By Lindsey Cain
Staff Writer
While the title of this piece poses a question, I will be coming down staunchly on one side of the argument. Recent events depicting women’s sexuality in media is making me sick. Lovers of the 50 Shades of Grey and Magic Mike phenomena, hear me out. You can be fans all you like, but please by no means call these works of literature and cinema, respectively, good or well-done. And certainly strive for the utmost media literacy, and please realize what these things are doing for female kind: nothing.
By Maddie McClouskey
Staff Writer
When Miley Cyrus’ engagement was announced last month, the media had a field day. Every magazine, news website, and subway newspaper wrote obnoxious opinion pieces about it. In addition to the minor annoyance, the tabloid coverage of Miley Cyrus’ teenage (okay, she’s nineteen) engagement sparked a heated discussion between a school-aged girl and her father, whom I passed on the street in a family-oriented neighborhood of Manhattan…
By Emily Smith
Staff Writer
A few nights ago, I was searching around the house for something to read, and found a book called Men Are from Mars, Women Are from Venus wedged between my mother’s Martha Stewart cookbook and her collection of Southern Living magazines (riveting, I know).
The preface of the book is that Martians and Venusians met, fell in love, flew to Earth, and lived in perfect harmony for quite some time; then magically, the effects of Earth’s atmosphere took hold and everyone woke up with selective amnesia. They forgot their differences, and to this day, have been in conflict.
By Sapana
Guest Contributor
In the US, we constantly hear about the eroticized scenario of two women targeted to a male audience. I always wondered why it didn’t work the other way with two men sexualized and geared towards women. Well, I have found a whole genre geared for just that: two male lovers to tickle the fantasies of female viewers and readers.
By Emily Smith
Staff Writer
Society defines gender roles by images that aid text in order to help our visually-trained minds to comprehend the bigger picture. Bathroom signs, for example, sport stick figures for both genders – men wearing pants and women wearing skirts. The explicitly stated “male” and “female” on bathroom doors, one would think, would be enough to signify the difference, yet we cling to the image without question. Similarly, the image of television, and other media, presents more than entertainment: it defines how one should live one’s life.
By Melissa A. Fabello
Staff Writer
Once upon a time (as every good love story should start), I found myself enamored with a certain erotic art website. It was 2002, a year after the launch of the soon-to-be franchise, and somehow, its galleries of brash, naked, tattooed ladies trickled its way down to me — thanks, no doubt, to the circle of friends with whom I hung out: goths, punks, artsy kids, and other cafeteria fringe all lumped into one alternagroup conglomerate in my oh-so-small suburban high school. We didn’t separate skaters from ravers; we couldn’t afford to. So we all hung out together. And SuicideGirls was like a beacon of hope.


## [INSTRUCTIONS FOR THE TASK]
Exactly as given, reproduce the records in full.
──────────────────────────────
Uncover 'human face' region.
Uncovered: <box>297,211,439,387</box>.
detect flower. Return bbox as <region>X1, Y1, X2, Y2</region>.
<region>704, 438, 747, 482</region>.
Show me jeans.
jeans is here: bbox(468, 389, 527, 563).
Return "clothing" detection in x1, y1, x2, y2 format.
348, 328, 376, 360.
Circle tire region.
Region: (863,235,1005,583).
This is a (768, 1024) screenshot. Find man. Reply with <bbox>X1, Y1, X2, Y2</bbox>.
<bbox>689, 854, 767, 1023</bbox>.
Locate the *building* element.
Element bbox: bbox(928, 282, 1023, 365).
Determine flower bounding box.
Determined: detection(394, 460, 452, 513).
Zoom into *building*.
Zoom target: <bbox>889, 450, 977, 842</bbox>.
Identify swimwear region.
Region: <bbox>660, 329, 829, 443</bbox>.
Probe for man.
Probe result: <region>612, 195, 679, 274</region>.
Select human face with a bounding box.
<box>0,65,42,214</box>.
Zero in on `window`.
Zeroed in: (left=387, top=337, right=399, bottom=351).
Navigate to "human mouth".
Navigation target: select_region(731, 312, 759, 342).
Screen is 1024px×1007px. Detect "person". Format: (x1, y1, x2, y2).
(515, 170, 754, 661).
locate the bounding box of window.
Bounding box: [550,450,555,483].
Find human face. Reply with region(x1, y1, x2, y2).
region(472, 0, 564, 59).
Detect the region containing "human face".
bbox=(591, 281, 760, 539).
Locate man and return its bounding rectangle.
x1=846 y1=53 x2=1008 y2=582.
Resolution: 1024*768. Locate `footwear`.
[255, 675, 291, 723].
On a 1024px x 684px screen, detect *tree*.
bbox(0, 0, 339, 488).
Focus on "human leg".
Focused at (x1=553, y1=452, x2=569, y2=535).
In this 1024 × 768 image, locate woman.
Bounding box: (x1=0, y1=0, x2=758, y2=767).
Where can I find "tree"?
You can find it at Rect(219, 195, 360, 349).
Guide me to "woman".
──────────────────────────────
## [ANSWER TO THE EXERCISE]
Uncover 'human face' region.
Uncovered: <box>297,211,439,387</box>.
detect flower. Return bbox as <region>X1, Y1, X2, Y2</region>.
<region>704, 438, 747, 482</region>.
Show me jeans.
jeans is here: bbox(468, 389, 527, 563).
Return "clothing" detection in x1, y1, x2, y2 format.
348, 328, 376, 360.
Circle tire region.
Region: (863,235,1005,583).
This is a (768, 1024) screenshot. Find man. Reply with <bbox>X1, Y1, X2, Y2</bbox>.
<bbox>689, 854, 767, 1023</bbox>.
Locate the *building* element.
Element bbox: bbox(928, 282, 1023, 365).
Determine flower bounding box.
Determined: detection(394, 460, 452, 513).
Zoom into *building*.
Zoom target: <bbox>889, 450, 977, 842</bbox>.
Identify swimwear region.
Region: <bbox>660, 329, 829, 443</bbox>.
Probe for man.
Probe result: <region>612, 195, 679, 274</region>.
Select human face with a bounding box.
<box>0,65,42,214</box>.
Zero in on `window`.
Zeroed in: (left=387, top=337, right=399, bottom=351).
Navigate to "human mouth".
Navigation target: select_region(731, 312, 759, 342).
Screen is 1024px×1007px. Detect "person". Format: (x1, y1, x2, y2).
(515, 170, 754, 661).
locate the bounding box of window.
Bounding box: [550,450,555,483].
Find human face. Reply with region(x1, y1, x2, y2).
region(472, 0, 564, 59).
Detect the region containing "human face".
bbox=(591, 281, 760, 539).
Locate man and return its bounding rectangle.
x1=846 y1=53 x2=1008 y2=582.
Resolution: 1024*768. Locate `footwear`.
[255, 675, 291, 723].
On a 1024px x 684px screen, detect *tree*.
bbox(0, 0, 339, 488).
Focus on "human leg".
Focused at (x1=553, y1=452, x2=569, y2=535).
In this 1024 × 768 image, locate woman.
Bounding box: (x1=0, y1=0, x2=758, y2=767).
Where can I find "tree"?
You can find it at Rect(219, 195, 360, 349).
Guide me to "woman".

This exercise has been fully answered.